I like using RailsAdmin for basic UI. To calculate certain business stats I implemented various methods on my models (for example Customer model can have total_orders method). Then in my rails_admin.rb initializer I can do this:

...
config.model 'Customer' do
  list do
    ..
    field :total_orders
    ...
  end
end
...

So now I see the list of customers with column showing total orders for each one. But this is not the best way to query database. If I were writing a custom report I would use a join to send it all to DB in one request. The approach above fires a separate query for each customer. So it’s getting slower with more and more customers. Fortunately this data does not change too often (the example above is not what I actually have) so it’s OK to cache it. With Rails low-level caching I can cache contents of each method call for a period of time in Redis or Memcached.

But when I started implementing caching I had a LOT of methods like this being called from RailsAdmin so it was hard to tell which ones were causing the UI to slow down. So I used rack-mini-profiler. It shows you lots of data points but I was particularly interested in DB queries. I would load each page and see which method calls occurred how many times and caused how many queries (some were ran hundreds of times).

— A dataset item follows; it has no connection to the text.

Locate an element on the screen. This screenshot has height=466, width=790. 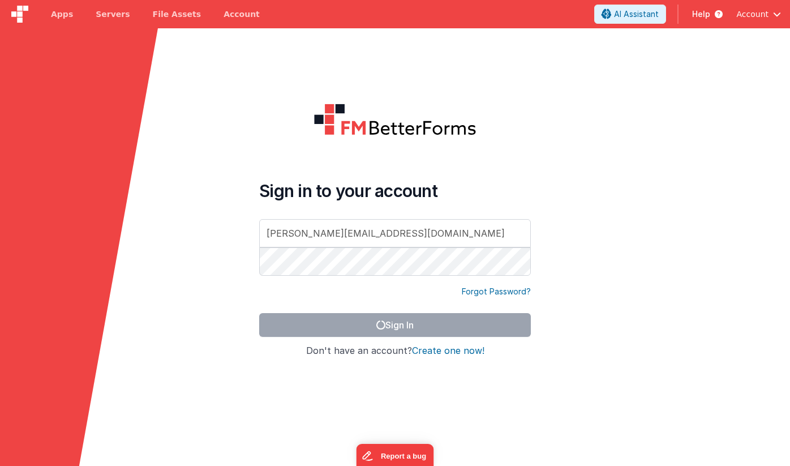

I would then add Rails.cache.fetch inside the method and reload the page twice. The first one it would execute the queries and store data in cache but 2nd reload would fetch data from cache. Rack-mini-profiler would show me how fast the page loaded now and which queries were no longer executed. Then I just repeated the process on other methdos and models.

I can’t say this is a perfect solution but it really helped me speed up out admin UI. I use this UI myself quite a lot and I was getting tired of waiting for pages to load.